Saturday, August 30, 2008

FAITH AS FISH

As you swim, it glides beside you, seeming
to grow with each sweep of your arms, each leg
kick’s brief wake as your slick body, gleaming
in dawn light, slides through rough sea, your vestige
of flesh somehow one with harsh waves as you
alter from crawl to breaststroke, butterfly,
your limbs now fire, lungs and mouth start to spew
steam as you dive, corner of your right eye
sensing form swell—angelfish to dolphin
to blue whale as you drive deeper down, down,
buoyancy lurching to grab hold, drag thin
body back to air, now caught in hole-blown
swell lifting you, force a sudden surprise,
your limp frame warm in caress of its rise.

Roger Armbrust
August 30, 2008

Wednesday, August 27, 2008

DENVER AIRPORT AT DUSK

Rockies’ peaks form Goliath’s ruptured spine
after the fall, their distant silhouette
also his dried-blood lower jaw, divine
images altering with this sunset’s
varied moods, seeming to fade behind bold
mountains, then blazing anew, fire mirrored
in vast cloud cluster, furnace to drive cold
from heaven. Now scarlet. Now Persian red.
And now this mammatus canvas recalls
Pillars of Creation—lustered columns
of dust crowning Eagle Nebula—sprawled
across starry space like lava. Solemn
as priest and nun at sunrise, we would gaze
through telescopes, deep breaths our humble praise.

Roger Armbrust
August 27, 2008

Sunday, August 10, 2008

BAHÁ'U'LLÁH

Your banishment map covers four countries,
price of accepting the Báb. In Tehran’s
underground dungeon, as visionary
you hear mystical voice of the maiden
call you “he whom God shall make manifest.”
At Baghdad’s Garden of Ridván, among
fan-shaped palms and mute faithful, you profess
your messiah’s mission—soft, inspired tongue
singing obedience, reason, and love.
From Constantinople, the Ottomans
and Persians see the Bábi split. They shove
you to Akká’s prison. Bahji’s mansion
will house your final years, captors at ease
at last with your preachings, your piercing eyes.

Roger Armbrust
August 10, 2008

Saturday, August 9, 2008

CLEANSING

This water runs across my hands like air
over alveoli’s purified beds
of capillaries. This warm water flares,
reflecting light, forming gleaming stream fed
by the hydrogen bond. This bubbling flow
of water, earth’s master solvent blending
with alkali and fatty acids, glows
with globes of soapsuds, their clusters mending
my fingers’ sins, my palms’ reflexive greed,
my angry knuckles’ bare, slashing assaults.
This splashing, filmy water seems to plead
for grace, praying my life drains free of fault
as my soft, forgiven grasp enfolds you,
night’s rain praising my blessed gift to hold you.

Roger Armbrust
August 9, 2008

Thursday, August 7, 2008

BEAST

Love, you’ve watched me at my preying levels:
lower vertebrate like shark, my angry
mouth a seething spiracle. I’ll grovel
like leech to anesthetize as I try
to swallow you whole. I fear my bête noire,
drowning in black bile, fierce insanity
gazing in mirror, fancying a gar
reciting Hitler—epic vanity.
Yet you, my wise Metis, cunning magic
flowing from your fingertips, encircle
your lithe frame with gleaming steel. No tragic
end. You heal black humor with miracle
of wit. Sing how I’m the good shepherd’s lamb
(not the ass of burden we know I am).

Roger Armbrust
August 07, 2008

Monday, August 4, 2008

QUIVERING SILHOUETTES

This monstera leaf shaped like sea-green heart
grasps sun through Catherine and Eric’s wall
of living-room windows, creating art
of quivering silhouettes on a pall
of golden yellow like a cardiac
X-ray revealing flexing mitral valve
and papillary muscles’ last contracts,
or now shaggy felt uterine wall halved
by a single brave sperm, head and long tail
like a twitching bean sprout. And suddenly
I recall candlelit night we regaled
our daughter’s conception, eyes silently
deciding to make life, bodies kneeling,
quivering silhouettes on the ceiling.

Roger Armbrust
August 4, 2008

Friday, August 1, 2008

BELOVÉD

Plato, knowing of guardian angels,
leads Socrates to cite them in Phaedo
as guides. Job speaks of go-betweens. Michael
appears in prophet Daniel’s book. And so
we stand together again, our bodies
whole and blessed, no doubt led to each other
through these keepers of all humans, at ease
with our softest touch despite vanished years,
our flesh and tears so far from sight. Perhaps
we called upon these nurturing spirits
in our youth, not knowing honesty as
prayer. But patrons know. Let’s say they hear it
in our laughter. Surely your grace delights
protectors’ eyes, always with God in sight.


■ **YOUR INSTRUCTIONS**
Pull out every line below holding the word "unoxygenated".

■ **DATASET RECORDS**
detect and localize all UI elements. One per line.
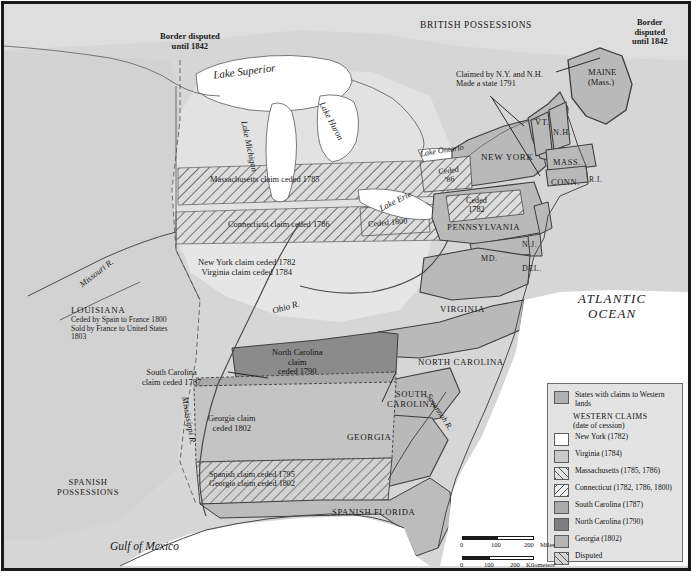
scale-kilometers-bar bbox=[462, 556, 534, 560]
legend-label-new-york: New York (1782) bbox=[575, 432, 628, 441]
historical-map: BRITISH POSSESSIONS Border disputed unti… bbox=[0, 0, 692, 585]
scale-miles-bar bbox=[462, 536, 534, 540]
legend-item-georgia: Georgia (1802) bbox=[554, 534, 677, 548]
legend-label-connecticut: Connecticut (1782, 1786, 1800) bbox=[575, 483, 672, 492]
legend-item-virginia: Virginia (1784) bbox=[554, 449, 677, 463]
legend-label-states-with-claims: States with claims to Western lands bbox=[575, 390, 677, 408]
legend-item-massachusetts: Massachusetts (1785, 1786) bbox=[554, 466, 677, 480]
scale-km-unit: Kilometers bbox=[526, 561, 555, 568]
legend-label-disputed: Disputed bbox=[575, 551, 602, 560]
legend-swatch-connecticut bbox=[554, 484, 569, 497]
legend-swatch-new-york bbox=[554, 433, 569, 446]
legend-heading-line1: WESTERN CLAIMS bbox=[573, 412, 677, 421]
scale-miles-tick-2: 200 bbox=[524, 541, 534, 548]
scale-kilometers-row: 0 100 200 Kilometers bbox=[462, 556, 554, 571]
scale-km-tick-2: 200 bbox=[510, 561, 520, 568]
scale-bar: 0 100 200 Miles 0 100 200 Kilometers bbox=[462, 536, 554, 571]
scale-km-tick-0: 0 bbox=[460, 561, 463, 568]
legend-swatch-south-carolina bbox=[554, 501, 569, 514]
legend-label-virginia: Virginia (1784) bbox=[575, 449, 622, 458]
legend-item-connecticut: Connecticut (1782, 1786, 1800) bbox=[554, 483, 677, 497]
legend-swatch-georgia bbox=[554, 535, 569, 548]
scale-miles-tick-0: 0 bbox=[460, 541, 463, 548]
scale-miles-row: 0 100 200 Miles bbox=[462, 536, 554, 551]
legend-label-massachusetts: Massachusetts (1785, 1786) bbox=[575, 466, 660, 475]
legend-swatch-disputed bbox=[554, 552, 569, 565]
legend-item-north-carolina: North Carolina (1790) bbox=[554, 517, 677, 531]
legend-label-georgia: Georgia (1802) bbox=[575, 534, 621, 543]
legend-heading: WESTERN CLAIMS (date of cession) bbox=[554, 412, 677, 431]
legend-item-south-carolina: South Carolina (1787) bbox=[554, 500, 677, 514]
legend-swatch-north-carolina bbox=[554, 518, 569, 531]
legend-item-states-with-claims: States with claims to Western lands bbox=[554, 390, 677, 408]
legend-swatch-massachusetts bbox=[554, 467, 569, 480]
legend-item-new-york: New York (1782) bbox=[554, 432, 677, 446]
legend-swatch-virginia bbox=[554, 450, 569, 463]
legend-item-disputed: Disputed bbox=[554, 551, 677, 565]
legend-label-south-carolina: South Carolina (1787) bbox=[575, 500, 643, 509]
legend-swatch-states-with-claims bbox=[554, 391, 569, 404]
legend-heading-line2: (date of cession) bbox=[573, 421, 677, 430]
scale-km-tick-1: 100 bbox=[484, 561, 494, 568]
map-legend: States with claims to Western lands WEST… bbox=[547, 383, 683, 562]
scale-miles-unit: Miles bbox=[540, 541, 555, 548]
scale-miles-tick-1: 100 bbox=[491, 541, 501, 548]
legend-label-north-carolina: North Carolina (1790) bbox=[575, 517, 643, 526]
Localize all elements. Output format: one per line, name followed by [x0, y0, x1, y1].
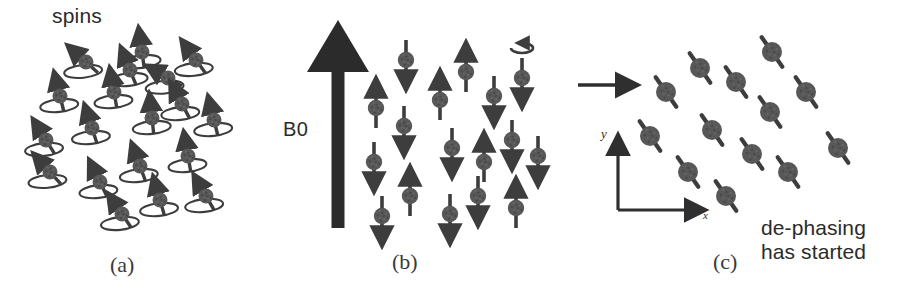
spins-label: spins — [52, 4, 102, 28]
spin-ball — [374, 208, 390, 224]
spin-ball — [135, 45, 150, 60]
spin-ball — [432, 92, 448, 108]
spin-ball — [530, 148, 546, 164]
spin-ball — [85, 121, 100, 136]
spin-ball — [760, 102, 780, 122]
spin-ball — [43, 165, 58, 180]
spin-ball — [199, 189, 214, 204]
spin-ball — [458, 64, 474, 80]
spin-ball — [133, 159, 148, 174]
spin-dephasing-figure: spins B0 de-phasinghas started y x (a) (… — [0, 0, 919, 294]
spin-ball — [123, 63, 138, 78]
spin-ball — [398, 52, 414, 68]
spin-ball — [508, 200, 524, 216]
spin-ball — [175, 97, 190, 112]
spin-ball — [368, 100, 384, 116]
caption-panel-c: (c) — [713, 249, 737, 275]
spin-ball — [402, 188, 418, 204]
spin-ball — [796, 82, 816, 102]
spin-ball — [726, 72, 746, 92]
spin-ball — [656, 82, 676, 102]
precession-arrow — [511, 43, 533, 53]
dephasing-caption: de-phasinghas started — [761, 216, 866, 263]
y-axis-label: y — [601, 126, 607, 142]
spin-ball — [702, 120, 722, 140]
spin-ball — [366, 154, 382, 170]
spin-ball — [514, 70, 530, 86]
spin-ball — [53, 89, 68, 104]
spin-ball — [189, 53, 204, 68]
spin-ball — [396, 118, 412, 134]
spin-ball — [181, 149, 196, 164]
spin-ball — [79, 55, 94, 70]
b0-field-arrow — [307, 20, 369, 228]
spin-ball — [742, 144, 762, 164]
spin-ball — [762, 42, 782, 62]
spin-ball — [444, 140, 460, 156]
panel-c-spin-group — [640, 37, 849, 210]
spin-ball — [486, 88, 502, 104]
dephasing-line-2: has started — [761, 240, 866, 263]
dephasing-line-1: de-phasing — [761, 216, 866, 239]
spin-ball — [470, 188, 486, 204]
caption-panel-b: (b) — [392, 249, 418, 275]
spin-ball — [115, 207, 130, 222]
spin-ball — [153, 193, 168, 208]
b0-label: B0 — [283, 118, 308, 140]
spin-ball — [93, 175, 108, 190]
spin-ball — [39, 133, 54, 148]
spin-ball — [640, 126, 660, 146]
panel-a-spin-group — [24, 36, 232, 232]
caption-panel-a: (a) — [110, 252, 134, 278]
spin-ball — [476, 154, 492, 170]
spin-ball — [778, 162, 798, 182]
spin-ball — [504, 132, 520, 148]
spin-ball — [145, 111, 160, 126]
spin-ball — [207, 113, 222, 128]
spin-ball — [678, 162, 698, 182]
panel-b-spin-group — [366, 40, 546, 236]
spin-ball — [716, 186, 736, 206]
spin-ball — [828, 138, 848, 158]
x-axis-label: x — [703, 209, 708, 221]
spin-ball — [690, 58, 710, 78]
spin-ball — [161, 71, 176, 86]
spin-ball — [442, 206, 458, 222]
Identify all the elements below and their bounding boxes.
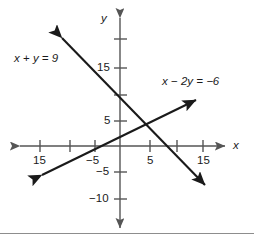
- y-axis: [114, 18, 127, 228]
- equation-label-line1: x + y = 9: [14, 53, 58, 65]
- y-tick-label-neg5: −5: [96, 166, 109, 178]
- coordinate-plane-figure: 15 −5 5 15 15 5 −5 −10 y x x + y = 9 x −…: [0, 0, 254, 243]
- x-tick-label-pos15: 15: [197, 155, 210, 167]
- equation-label-line2-operator: −: [168, 75, 181, 87]
- x-axis: [20, 140, 225, 152]
- y-axis-letter: y: [101, 13, 107, 25]
- equation-label-line2-rest: 2y = −6: [181, 75, 219, 87]
- x-axis-letter: x: [233, 140, 239, 152]
- bottom-divider: [0, 233, 254, 234]
- line-x-minus-2y-equals-neg6: [42, 100, 196, 175]
- equation-label-line2: x − 2y = −6: [162, 76, 219, 88]
- graph-canvas: [0, 0, 254, 243]
- y-tick-label-15: 15: [97, 62, 110, 74]
- equation-label-line1-operator: +: [20, 52, 33, 64]
- line-x-plus-y-equals-9: [62, 38, 205, 185]
- x-tick-label-pos5: 5: [147, 155, 154, 167]
- y-tick-label-neg10: −10: [89, 193, 109, 205]
- equation-label-line1-rest: y = 9: [33, 52, 58, 64]
- y-tick-label-5: 5: [104, 115, 111, 127]
- x-tick-label-neg15: 15: [33, 155, 46, 167]
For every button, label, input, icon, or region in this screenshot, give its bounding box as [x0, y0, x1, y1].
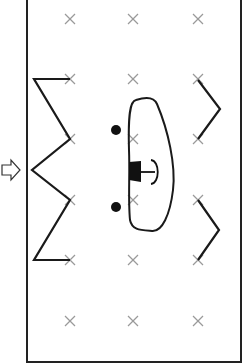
t-marker-icon: [129, 160, 158, 184]
grid-cross-icon: [128, 316, 138, 326]
chevron-lower: [198, 200, 219, 260]
maze-diagram: [0, 0, 251, 364]
grid-cross-icon: [193, 316, 203, 326]
grid-cross-icon: [128, 74, 138, 84]
grid-cross-icon: [65, 14, 75, 24]
grid-cross-icon: [193, 74, 203, 84]
dot-upper: [111, 125, 121, 135]
grid-cross-icon: [193, 14, 203, 24]
diagram-frame: [27, 0, 241, 362]
grid-cross-icon: [128, 14, 138, 24]
grid-cross-icon: [128, 255, 138, 265]
dot-lower: [111, 202, 121, 212]
grid-cross-icon: [65, 316, 75, 326]
zigzag-wall: [32, 79, 70, 260]
chevron-upper: [198, 80, 220, 139]
hollow-arrow-right-icon: [2, 160, 20, 180]
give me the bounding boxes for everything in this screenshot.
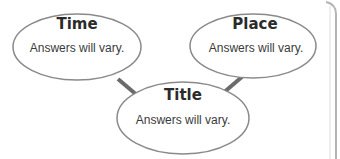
time-label: Time xyxy=(37,15,117,33)
time-text: Answers will vary. xyxy=(17,41,137,55)
title-text: Answers will vary. xyxy=(120,113,246,127)
page-frame xyxy=(326,2,336,159)
place-label: Place xyxy=(215,15,295,33)
place-text: Answers will vary. xyxy=(194,41,318,55)
title-label: Title xyxy=(143,86,223,104)
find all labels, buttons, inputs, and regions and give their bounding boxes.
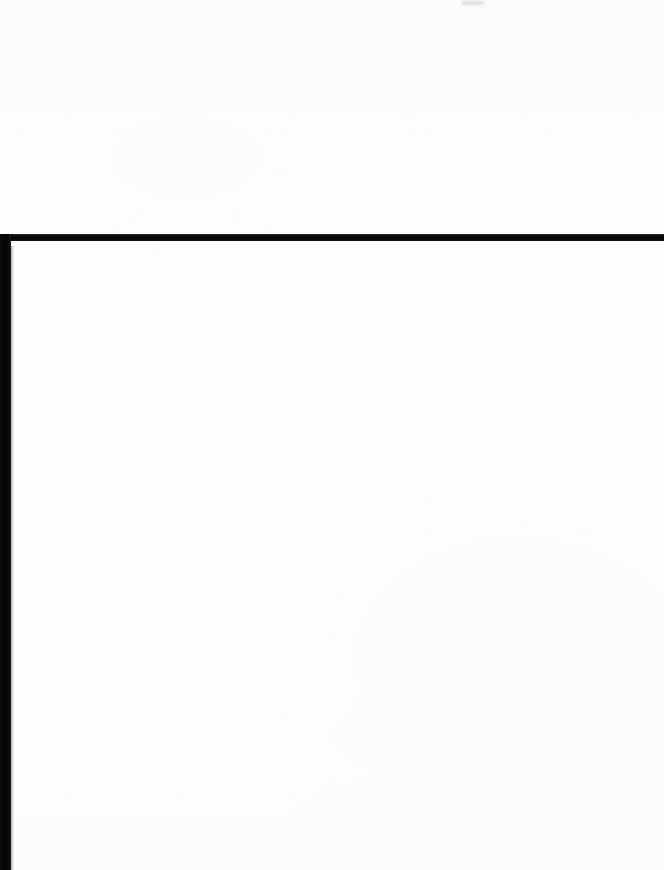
scan-edge-vertical-band xyxy=(0,234,11,870)
scan-edge-corner-notch xyxy=(11,241,15,246)
scanned-page xyxy=(0,0,664,870)
paper-lower-panel xyxy=(0,241,664,870)
scan-edge-horizontal-rule xyxy=(10,234,664,241)
paper-upper-panel xyxy=(0,0,664,234)
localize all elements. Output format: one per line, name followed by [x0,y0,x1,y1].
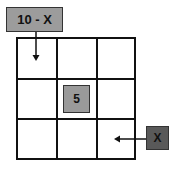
right-input-label: X [153,131,161,145]
center-value-label: 5 [73,92,80,106]
top-input-label: 10 - X [17,12,52,27]
left-arrow-icon [114,136,146,143]
right-input-box: X [146,126,169,150]
top-input-box: 10 - X [6,7,63,32]
center-value-box: 5 [63,85,90,113]
down-arrow-icon [33,32,40,61]
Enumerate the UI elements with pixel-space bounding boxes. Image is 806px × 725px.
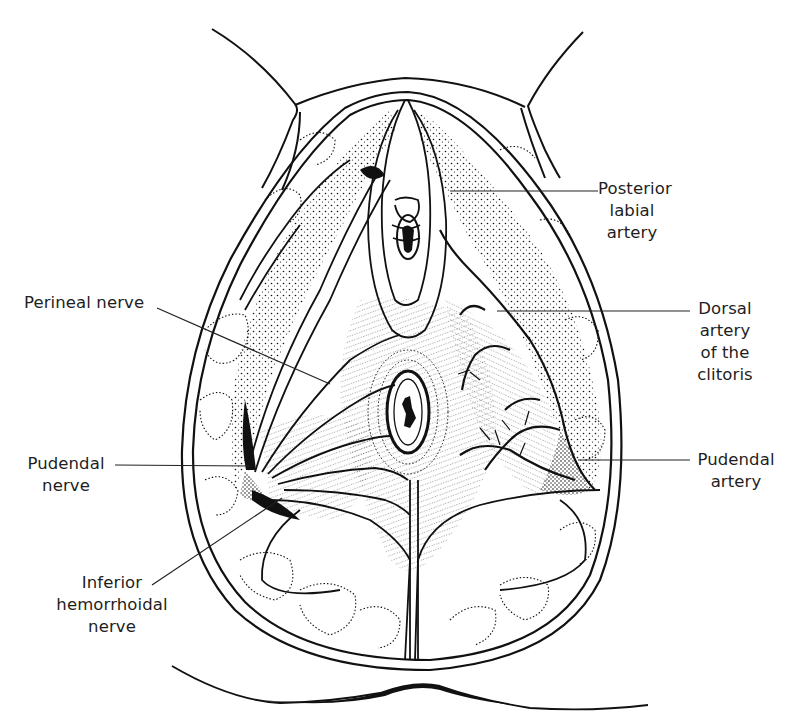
- label-line: nerve: [50, 616, 174, 638]
- label-perineal-nerve: Perineal nerve: [24, 292, 144, 314]
- gluteal-crease: [172, 666, 648, 709]
- label-line: artery: [598, 222, 666, 244]
- label-line: clitoris: [693, 364, 757, 386]
- label-line: nerve: [22, 475, 110, 497]
- label-dorsal-artery-clitoris: Dorsal artery of the clitoris: [693, 298, 757, 386]
- label-line: Dorsal: [693, 298, 757, 320]
- thigh-outlines: [212, 29, 583, 190]
- leader-pudendal-nerve: [115, 465, 250, 466]
- label-line: artery: [693, 320, 757, 342]
- label-line: Inferior: [50, 572, 174, 594]
- label-line: Perineal nerve: [24, 292, 144, 314]
- label-inferior-hemorrhoidal-nerve: Inferior hemorrhoidal nerve: [50, 572, 174, 638]
- label-line: hemorrhoidal: [50, 594, 174, 616]
- label-line: Pudendal: [22, 453, 110, 475]
- label-pudendal-nerve: Pudendal nerve: [22, 453, 110, 497]
- label-line: Posterior: [598, 178, 666, 200]
- label-posterior-labial-artery: Posterior labial artery: [598, 178, 666, 244]
- label-line: Pudendal: [694, 449, 778, 471]
- label-line: of the: [693, 342, 757, 364]
- label-line: labial: [598, 200, 666, 222]
- label-pudendal-artery: Pudendal artery: [694, 449, 778, 493]
- label-line: artery: [694, 471, 778, 493]
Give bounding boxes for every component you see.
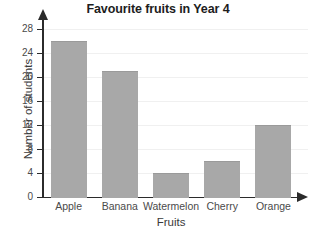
x-axis-label: Fruits bbox=[43, 216, 299, 228]
y-tick-label: 12 bbox=[0, 119, 33, 130]
y-tick-label: 8 bbox=[0, 143, 33, 154]
y-tick-label: 28 bbox=[0, 23, 33, 34]
y-axis-line bbox=[42, 18, 44, 198]
y-tick-label: 24 bbox=[0, 47, 33, 58]
bar-chart: Favourite fruits in Year 4 Number of stu… bbox=[0, 0, 316, 238]
y-tick-label: 20 bbox=[0, 71, 33, 82]
y-tick-label: 4 bbox=[0, 167, 33, 178]
bar bbox=[51, 41, 87, 198]
y-tick-label: 16 bbox=[0, 95, 33, 106]
y-tick-label: 0 bbox=[0, 191, 33, 202]
y-axis-arrow-icon bbox=[38, 9, 48, 20]
bar bbox=[102, 71, 138, 198]
bar bbox=[255, 125, 291, 198]
x-tick-label: Orange bbox=[242, 200, 305, 212]
bar bbox=[204, 161, 240, 198]
gridline bbox=[43, 29, 308, 30]
bar bbox=[153, 173, 189, 198]
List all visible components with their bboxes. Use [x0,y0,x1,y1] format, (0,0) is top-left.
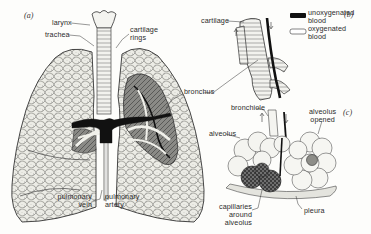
trachea-shape [97,28,111,114]
panel-label-a: (a) [24,12,34,20]
alveolus-opening [307,155,318,166]
label-pulmonary-artery: pulmonary artery [105,193,139,209]
label-pleura: pleura [304,207,325,215]
label-alveolus: alveolus [209,130,236,138]
panel-label-c: (c) [343,109,352,117]
label-cartilage-rings: cartilage rings [130,26,158,42]
label-pulmonary-vein: pulmonary vein [56,193,92,209]
label-alveolus-opened: alveolus opened [309,108,336,124]
legend-unoxygenated: unoxygenated blood [308,9,354,25]
label-bronchiole: bronchiole [231,104,265,112]
larynx-shape [92,11,116,29]
panel-a-lungs [12,11,204,223]
label-larynx: larynx [52,19,72,27]
label-capillaries-around-alveolus: capillaries around alveolus [200,203,252,227]
label-bronchus: bronchus [184,88,214,96]
legend-swatch-oxygenated [290,29,306,34]
panel-b-bronchus [234,18,290,100]
legend-swatch-unoxygenated [290,13,306,18]
legend-oxygenated: oxygenated blood [308,25,346,41]
label-cartilage: cartilage [201,17,229,25]
label-trachea: trachea [45,31,70,39]
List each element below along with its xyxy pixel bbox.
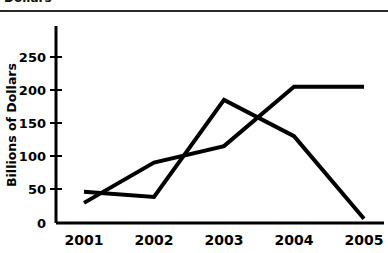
x-tick-labels: 2001 2002 2003 2004 2005 bbox=[65, 232, 384, 248]
data-series-line-1 bbox=[84, 100, 364, 219]
y-tick-label-200: 200 bbox=[19, 83, 46, 98]
x-tick-label-2002: 2002 bbox=[135, 232, 174, 248]
line-chart-plot: 250 200 150 100 50 0 Billions of Dollars… bbox=[0, 0, 388, 253]
y-tick-labels: 250 200 150 100 50 0 bbox=[19, 50, 46, 231]
y-tick-label-250: 250 bbox=[19, 50, 46, 65]
x-tick-label-2005: 2005 bbox=[345, 232, 384, 248]
y-tick-label-100: 100 bbox=[19, 149, 46, 164]
x-tick-label-2004: 2004 bbox=[275, 232, 314, 248]
y-axis-title: Billions of Dollars bbox=[4, 63, 19, 187]
data-series-line-2 bbox=[84, 87, 364, 203]
y-tick-label-0: 0 bbox=[37, 216, 46, 231]
y-tick-label-150: 150 bbox=[19, 116, 46, 131]
chart-figure: Dollars 250 200 150 100 50 0 Billions of… bbox=[0, 0, 388, 253]
x-tick-label-2001: 2001 bbox=[65, 232, 104, 248]
y-tick-label-50: 50 bbox=[28, 182, 46, 197]
x-tick-label-2003: 2003 bbox=[205, 232, 244, 248]
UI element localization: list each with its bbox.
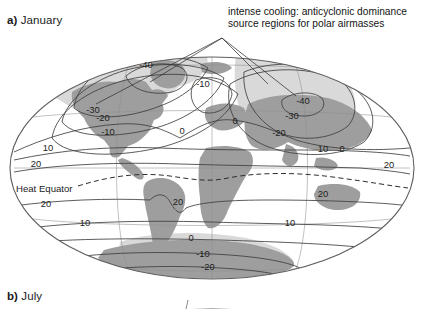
isotherm-label: 10 — [43, 142, 53, 153]
isotherm-label: 20 — [384, 159, 394, 170]
isotherm-label: -20 — [201, 261, 215, 272]
isotherm-label: -20 — [96, 112, 110, 123]
isotherm-label: -10 — [196, 78, 210, 89]
isotherm-label: 20 — [173, 196, 183, 207]
isotherm-label: -10 — [101, 126, 115, 137]
isotherm-label: 10 — [318, 143, 328, 154]
isotherm-label: 20 — [31, 158, 41, 169]
isotherm-label: -30 — [285, 110, 299, 121]
isotherm-label: 20 — [41, 198, 51, 209]
isotherm-label: 10 — [80, 217, 90, 228]
isotherm-label: 0 — [339, 143, 344, 154]
isotherm-label: 10 — [285, 217, 295, 228]
july-meridian-tick — [186, 300, 188, 309]
isotherm-label: -40 — [139, 59, 153, 70]
isotherm-label: 0 — [232, 115, 237, 126]
isotherm-label: 20 — [318, 188, 328, 199]
isotherm-label: 0 — [188, 232, 193, 243]
isotherm-label: 0 — [179, 125, 184, 136]
world-temperature-map: -40 -40 -30 -30 -20 -20 -10 -10 0 0 0 10… — [0, 0, 423, 309]
january-map-body — [0, 49, 423, 290]
isotherm-label: -40 — [296, 95, 310, 106]
heat-equator-label: Heat Equator — [16, 183, 73, 194]
isotherm-label: -20 — [272, 127, 286, 138]
isotherm-label: -10 — [196, 248, 210, 259]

■ **ANSWER BELOW**
legend-unoxygenated: unoxygenated blood [308,9,354,25]
legend-swatch-unoxygenated [290,13,306,18]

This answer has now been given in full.